Track programme metrics year over year: number of exceptions, control coverage percentage, average time to remediate Security Hub findings, employee security training completion rate. A programme that improves on these metrics annually is a healthy programme.

Annual scope review: consider whether additional Trust Services Criteria should be added. Availability is the most common addition after initial Security-only programmes. Confidentiality is worth adding if you handle highly sensitive data.

Scaling the Programme

As your company grows, the compliance programme must scale. Key scaling triggers: 50+ employees (add a dedicated Security/Compliance function), 100+ employees (hire a GRC specialist alongside security engineers), 200+ employees (consider adding ISO 27001 alongside SOC 2 for European market expansion), acquisition or significant architectural change (re-scope the programme).

Multi-framework expansion: companies that start with SOC 2 often add ISO 27001 for European sales, DPDP Act for Indian regulatory compliance, and potentially HIPAA or PCI DSS for sector-specific requirements. A unified control framework makes each new framework an incremental addition rather than a new programme.

The compliance programme should grow with the company — but it should also become more efficient over time as automation handles more evidence collection and the team develops institutional knowledge of the control environment.

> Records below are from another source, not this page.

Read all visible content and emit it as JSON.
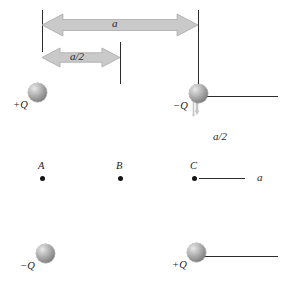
{
  "figure": {
    "type": "physics-charge-configuration-diagram",
    "background_color": "#ffffff",
    "arrow_fill": "#c9c9c9",
    "arrow_stroke": "#a8a8a8",
    "rule_color": "#2c2c2c",
    "text_color": "#1b1b1b"
  },
  "charges": [
    {
      "id": "charge-top-left",
      "label": "+Q",
      "sign": "positive",
      "cx": 37,
      "cy": 92,
      "r": 9.5,
      "label_x": 13,
      "label_y": 99
    },
    {
      "id": "charge-top-right",
      "label": "−Q",
      "sign": "negative",
      "cx": 198,
      "cy": 93,
      "r": 9.5,
      "label_x": 173,
      "label_y": 100
    },
    {
      "id": "charge-bottom-left",
      "label": "−Q",
      "sign": "negative",
      "cx": 45,
      "cy": 253,
      "r": 9.5,
      "label_x": 20,
      "label_y": 260
    },
    {
      "id": "charge-bottom-right",
      "label": "+Q",
      "sign": "positive",
      "cx": 196,
      "cy": 252,
      "r": 9.5,
      "label_x": 172,
      "label_y": 259
    }
  ],
  "field_points": [
    {
      "id": "point-a",
      "label": "A",
      "cx": 42,
      "cy": 178,
      "label_x": 38,
      "label_y": 160
    },
    {
      "id": "point-b",
      "label": "B",
      "cx": 120,
      "cy": 178,
      "label_x": 116,
      "label_y": 160
    },
    {
      "id": "point-c",
      "label": "C",
      "cx": 194,
      "cy": 178,
      "label_x": 190,
      "label_y": 160
    }
  ],
  "dimension_arrows": [
    {
      "id": "arrow-top-a",
      "label": "a",
      "orientation": "horizontal",
      "from": 42,
      "to": 198,
      "axis_pos": 25,
      "thickness": 22,
      "label_x": 112,
      "label_y": 18
    },
    {
      "id": "arrow-top-a-half",
      "label": "a/2",
      "orientation": "horizontal",
      "from": 42,
      "to": 120,
      "axis_pos": 57,
      "thickness": 19,
      "label_x": 70,
      "label_y": 51
    },
    {
      "id": "arrow-right-a-half",
      "label": "a/2",
      "orientation": "vertical",
      "from": 96,
      "to": 178,
      "axis_pos": 228,
      "thickness": 19,
      "label_x": 213,
      "label_y": 131
    },
    {
      "id": "arrow-right-a",
      "label": "a",
      "orientation": "vertical",
      "from": 96,
      "to": 255,
      "axis_pos": 262,
      "thickness": 21,
      "label_x": 257,
      "label_y": 172
    }
  ],
  "reference_rules": [
    {
      "id": "rule-left-vertical",
      "orientation": "vertical",
      "pos": 42,
      "start": 10,
      "end": 52
    },
    {
      "id": "rule-mid-vertical",
      "orientation": "vertical",
      "pos": 120,
      "start": 42,
      "end": 84
    },
    {
      "id": "rule-right-vertical",
      "orientation": "vertical",
      "pos": 198,
      "start": 10,
      "end": 84
    },
    {
      "id": "rule-top-right-horizontal",
      "orientation": "horizontal",
      "pos": 96,
      "start": 205,
      "end": 278
    },
    {
      "id": "rule-point-c-horizontal",
      "orientation": "horizontal",
      "pos": 178,
      "start": 199,
      "end": 245
    },
    {
      "id": "rule-bottom-horizontal",
      "orientation": "horizontal",
      "pos": 256,
      "start": 203,
      "end": 278
    }
  ]
}
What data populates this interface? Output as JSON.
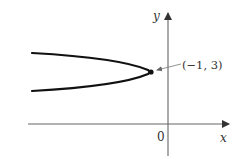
{
  "figure": {
    "type": "parabola graph",
    "axes": {
      "x_label": "x",
      "y_label": "y",
      "origin_label": "0"
    },
    "vertex": {
      "label": "(−1, 3)",
      "x": -1,
      "y": 3
    },
    "colors": {
      "curve": "#111111",
      "axes": "#555555",
      "text": "#333333",
      "background": "#ffffff"
    }
  }
}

Frequently Asked Questions

How much does the annual SOC 2 renewal audit cost?
Renewal audit fees are typically 70–80% of the initial engagement cost. If your first Type II engagement cost $25,000, expect $17,500–$20,000 for annual renewals. The reduction reflects that the auditor already understands your system and does not need to perform the same level of initial documentation review.
Can we reduce our SOC 2 scope over time?
Yes, though reducing scope is unusual. More common: expanding scope (adding Trust Services Criteria, adding new systems to scope) as the business grows. If a product is discontinued or a significant portion of your business changes, discuss scope adjustment with your auditor — you may be able to reduce the scope of the observation period.
What happens if we miss our annual audit and our report lapses?
Your SOC 2 report becomes stale (more than 12 months old). Enterprise prospects who ask for a current report will note it is outdated. You can still conduct a new audit, but there may be a gap period without a current report. Most auditors recommend beginning fieldwork planning 3 months before your desired report end date to avoid gaps.
How do we handle a major architecture change during the observation period?
Inform your auditor immediately. Major changes (migrating from AWS to GCP, significant new product features affecting the system description) require updating the system description and may require adjusting the scope of the audit. Proactive communication with your auditor prevents surprises in the report.
What is the most common reason companies abandon their SOC 2 programme?
Leadership change (new CTO who does not prioritise it), cost cutting during difficult business periods, or underestimating the ongoing time commitment and making no provisions for it in headcount. Building the programme into standard operational procedures and team OKRs (not a special project) is the most effective way to ensure continuity.

Automate your compliance today

AuditPath runs 86+ automated checks across AWS, GitHub, Okta, and 14 more integrations. SOC 2 and DPDP Act. Free plan available.